Masters Theses

Date of Award

8-2006

Degree Type

Thesis

Degree Name

Master of Science

Major

Chemical Engineering

Major Professor

David J. Keffer, Brian J. Edwards

Committee Members

William V. Steele

Abstract

The objective of the research described in this thesis is to determine whether dilating mass can produce an equilibrium molecular dynamics algorithm for rigorous constant chemical potential simulation. The hypothesis is tested by developing an equilibrium molecular dynamics algorithm for the grand ensemble (constant chemical potential, volume and energy ensemble or μVƐ ensemble) following a methodical procedure developed by Keffer et al. [1] and running simulations on possibly a μVƐ ensemble. A novel concept for a chemicostat controller is described. An equation for the instantaneous chemical potential is not available, thus a property, called the instantaneous partial specific Hamiltonian, that is related to the chemical potential was defined. The Hamiltonian for the μVƐ ensemble was formulated and from this the equations of motion were derived. The derivation of the algorithm for the integration scheme – single time scale reversible reference system propagator (rRESPA) is presented. We were able to simulate successfully a stable algorithm (i.e., the chemicostat controller functions properly, driving the system to the set point product of the partial specific Hamiltonian and mass), and show an equivalence of the change in mass and the change in number of particles with respect to the change in potential energy. The methodical procedure for algorithm development has great potential for extending the μVƐ ensemble algorithm to rigorous grand canonical ensemble EMD simulations.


PROBLEM REQUIREMENTS: Output the entries below unchanged, except for the pictures.
== == ==
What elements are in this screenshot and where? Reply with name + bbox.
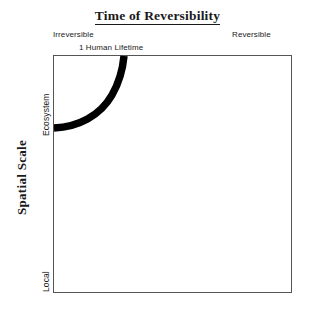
chart-title-text: Time of Reversibility [95,8,220,25]
y-axis-title: Spatial Scale [14,140,30,215]
x-axis-right-label: Reversible [232,30,271,39]
x-axis-left-label: Irreversible [53,30,94,39]
page-title: Time of Reversibility [0,8,315,24]
y-axis-tick-ecosystem: Ecosystem [41,94,51,136]
human-lifetime-annotation: 1 Human Lifetime [79,43,143,52]
reversibility-figure: Time of Reversibility Irreversible Rever… [0,0,315,313]
y-axis-tick-local: Local [41,271,51,292]
plot-area [53,55,292,293]
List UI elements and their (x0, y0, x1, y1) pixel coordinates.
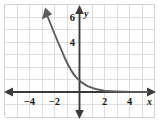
x-axis-name-label: x (146, 96, 152, 107)
x-tick-label-pos4: 4 (127, 96, 133, 107)
x-tick-label-pos2: 2 (102, 96, 107, 107)
graph-canvas: −4 −2 2 4 6 4 y x (0, 0, 160, 125)
y-tick-label-6: 6 (70, 12, 75, 23)
x-tick-label-neg4: −4 (24, 96, 36, 107)
y-axis-name-label: y (83, 8, 89, 19)
chart-figure: −4 −2 2 4 6 4 y x (0, 0, 160, 125)
x-tick-label-neg2: −2 (49, 96, 60, 107)
y-tick-label-4: 4 (70, 37, 76, 48)
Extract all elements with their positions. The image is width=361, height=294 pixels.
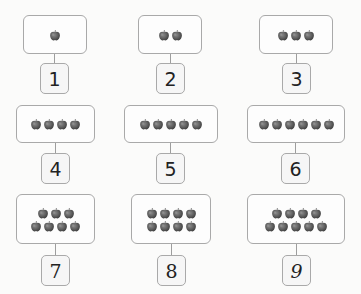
connector-line	[170, 54, 171, 63]
apple-icon	[277, 29, 289, 41]
apple-icon	[258, 118, 270, 130]
apple-row	[258, 118, 335, 130]
number-box-9: 9	[282, 255, 311, 286]
number-box-8: 8	[157, 255, 186, 286]
apple-icon	[30, 220, 42, 232]
apple-icon	[178, 118, 190, 130]
apple-icon	[277, 220, 289, 232]
connector-line	[55, 244, 56, 255]
apple-icon	[56, 220, 68, 232]
apple-row	[277, 29, 315, 41]
apple-card-5	[124, 105, 218, 143]
apple-icon	[152, 118, 164, 130]
apple-icon	[284, 118, 296, 130]
apple-icon	[185, 220, 197, 232]
apple-icon	[172, 220, 184, 232]
apple-row	[158, 29, 183, 41]
apple-icon	[191, 118, 203, 130]
apple-icon	[310, 207, 322, 219]
apple-icon	[159, 207, 171, 219]
apple-icon	[50, 207, 62, 219]
apple-card-6	[247, 105, 345, 143]
apple-icon	[158, 29, 170, 41]
number-box-3: 3	[282, 63, 311, 94]
apple-icon	[303, 220, 315, 232]
apple-card-4	[16, 105, 95, 143]
apple-card-8	[131, 194, 211, 244]
number-box-6: 6	[281, 153, 310, 184]
apple-icon	[271, 118, 283, 130]
apple-icon	[297, 207, 309, 219]
apple-icon	[30, 118, 42, 130]
apple-icon	[323, 118, 335, 130]
apple-card-9	[247, 194, 345, 244]
number-box-5: 5	[156, 153, 185, 184]
apple-icon	[43, 220, 55, 232]
apple-row	[37, 207, 75, 219]
apple-icon	[159, 220, 171, 232]
apple-card-7	[16, 194, 95, 244]
apple-icon	[69, 220, 81, 232]
apple-icon	[171, 29, 183, 41]
apple-icon	[271, 207, 283, 219]
apple-icon	[185, 207, 197, 219]
apple-icon	[172, 207, 184, 219]
apple-row	[146, 207, 197, 219]
apple-row	[146, 220, 197, 232]
apple-icon	[49, 29, 61, 41]
apple-icon	[297, 118, 309, 130]
connector-line	[170, 143, 171, 153]
connector-line	[295, 143, 296, 153]
number-box-4: 4	[41, 153, 70, 184]
apple-icon	[290, 220, 302, 232]
apple-row	[264, 220, 328, 232]
heading-instruction-text	[100, 0, 355, 3]
connector-line	[296, 54, 297, 63]
apple-icon	[139, 118, 151, 130]
apple-icon	[316, 220, 328, 232]
apple-card-2	[138, 15, 202, 54]
apple-icon	[264, 220, 276, 232]
apple-icon	[284, 207, 296, 219]
connector-line	[54, 54, 55, 63]
apple-icon	[146, 207, 158, 219]
apple-icon	[69, 118, 81, 130]
apple-icon	[146, 220, 158, 232]
apple-row	[271, 207, 322, 219]
apple-row	[139, 118, 203, 130]
connector-line	[296, 244, 297, 255]
apple-icon	[37, 207, 49, 219]
heading-bold-text	[0, 0, 78, 3]
apple-icon	[165, 118, 177, 130]
number-box-1: 1	[40, 63, 69, 94]
apple-row	[30, 118, 81, 130]
connector-line	[55, 143, 56, 153]
apple-icon	[310, 118, 322, 130]
apple-icon	[56, 118, 68, 130]
number-box-2: 2	[156, 63, 185, 94]
apple-icon	[43, 118, 55, 130]
apple-row	[30, 220, 81, 232]
apple-icon	[290, 29, 302, 41]
apple-row	[49, 29, 61, 41]
number-box-7: 7	[41, 255, 70, 286]
apple-card-3	[259, 15, 333, 54]
apple-card-1	[23, 15, 87, 54]
apple-icon	[63, 207, 75, 219]
cropped-heading	[0, 0, 361, 4]
apple-icon	[303, 29, 315, 41]
connector-line	[171, 244, 172, 255]
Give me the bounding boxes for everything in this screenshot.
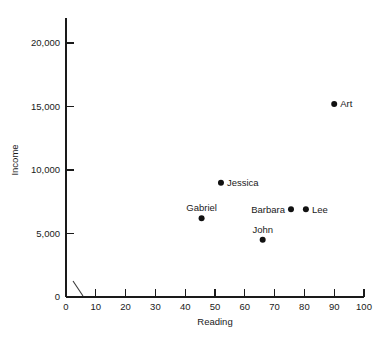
== == ==
COMPLETED TASK:
What elements are in this screenshot and where? Reply with name + bbox.
chart-title-text: Time of Reversibility [95,8,220,25]
y-axis-title: Spatial Scale [14,140,30,215]
x-axis-right-label: Reversible [232,30,271,39]
x-axis-left-label: Irreversible [53,30,94,39]
page-title: Time of Reversibility [0,8,315,24]
y-axis-tick-ecosystem: Ecosystem [41,94,51,136]
human-lifetime-annotation: 1 Human Lifetime [79,43,143,52]
reversibility-figure: Time of Reversibility Irreversible Rever… [0,0,315,313]
y-axis-tick-local: Local [41,271,51,292]
plot-area [53,55,292,293]
List UI elements and their (x0, y0, x1, y1) pixel coordinates.
x-axis-name-label: x (146, 96, 152, 107)
x-tick-label-pos4: 4 (127, 96, 133, 107)
x-tick-label-pos2: 2 (102, 96, 107, 107)
graph-canvas: −4 −2 2 4 6 4 y x (0, 0, 160, 125)
y-tick-label-6: 6 (70, 12, 75, 23)
x-tick-label-neg4: −4 (24, 96, 36, 107)
y-axis-name-label: y (83, 8, 89, 19)
chart-figure: −4 −2 2 4 6 4 y x (0, 0, 160, 125)
x-tick-label-neg2: −2 (49, 96, 60, 107)
y-tick-label-4: 4 (70, 37, 76, 48)
Extract all elements with their positions. The image is width=361, height=294 pixels.
connector-line	[170, 54, 171, 63]
apple-icon	[277, 29, 289, 41]
apple-icon	[258, 118, 270, 130]
apple-row	[258, 118, 335, 130]
number-box-9: 9	[282, 255, 311, 286]
number-box-8: 8	[157, 255, 186, 286]
apple-icon	[30, 220, 42, 232]
apple-icon	[178, 118, 190, 130]
apple-icon	[277, 220, 289, 232]
connector-line	[55, 244, 56, 255]
apple-icon	[56, 220, 68, 232]
apple-row	[277, 29, 315, 41]
apple-card-5	[124, 105, 218, 143]
apple-icon	[152, 118, 164, 130]
apple-icon	[284, 118, 296, 130]
apple-icon	[185, 220, 197, 232]
apple-icon	[172, 220, 184, 232]
apple-row	[158, 29, 183, 41]
apple-icon	[191, 118, 203, 130]
apple-icon	[310, 207, 322, 219]
apple-icon	[159, 207, 171, 219]
apple-icon	[50, 207, 62, 219]
apple-card-6	[247, 105, 345, 143]
apple-icon	[158, 29, 170, 41]
number-box-3: 3	[282, 63, 311, 94]
apple-icon	[303, 220, 315, 232]
apple-card-4	[16, 105, 95, 143]
apple-card-8	[131, 194, 211, 244]
number-box-6: 6	[281, 153, 310, 184]
apple-icon	[271, 118, 283, 130]
apple-icon	[297, 207, 309, 219]
apple-icon	[30, 118, 42, 130]
apple-icon	[323, 118, 335, 130]
apple-card-9	[247, 194, 345, 244]
number-box-5: 5	[156, 153, 185, 184]
apple-icon	[43, 220, 55, 232]
apple-row	[37, 207, 75, 219]
apple-icon	[159, 220, 171, 232]
apple-card-7	[16, 194, 95, 244]
apple-icon	[69, 220, 81, 232]
apple-icon	[171, 29, 183, 41]
apple-icon	[271, 207, 283, 219]
apple-icon	[185, 207, 197, 219]
apple-icon	[172, 207, 184, 219]
apple-row	[146, 207, 197, 219]
apple-row	[146, 220, 197, 232]
apple-icon	[49, 29, 61, 41]
apple-icon	[297, 118, 309, 130]
connector-line	[170, 143, 171, 153]
connector-line	[295, 143, 296, 153]
number-box-4: 4	[41, 153, 70, 184]
apple-icon	[290, 220, 302, 232]
apple-row	[264, 220, 328, 232]
heading-instruction-text	[100, 0, 355, 3]
connector-line	[296, 54, 297, 63]
apple-icon	[139, 118, 151, 130]
apple-icon	[316, 220, 328, 232]
apple-card-2	[138, 15, 202, 54]
apple-icon	[264, 220, 276, 232]
apple-icon	[284, 207, 296, 219]
connector-line	[54, 54, 55, 63]
apple-icon	[146, 207, 158, 219]
apple-icon	[69, 118, 81, 130]
apple-icon	[146, 220, 158, 232]
apple-row	[271, 207, 322, 219]
apple-row	[139, 118, 203, 130]
connector-line	[296, 244, 297, 255]
apple-icon	[37, 207, 49, 219]
heading-bold-text	[0, 0, 78, 3]
apple-icon	[165, 118, 177, 130]
number-box-1: 1	[40, 63, 69, 94]
apple-row	[30, 118, 81, 130]
connector-line	[55, 143, 56, 153]
apple-icon	[310, 118, 322, 130]
apple-icon	[56, 118, 68, 130]
number-box-2: 2	[156, 63, 185, 94]
apple-icon	[43, 118, 55, 130]
apple-row	[30, 220, 81, 232]
apple-icon	[290, 29, 302, 41]
apple-row	[49, 29, 61, 41]
number-box-7: 7	[41, 255, 70, 286]
apple-card-3	[259, 15, 333, 54]
apple-card-1	[23, 15, 87, 54]
apple-icon	[63, 207, 75, 219]
cropped-heading	[0, 0, 361, 4]
apple-icon	[303, 29, 315, 41]
connector-line	[171, 244, 172, 255]
Give me the bounding boxes for everything in this screenshot.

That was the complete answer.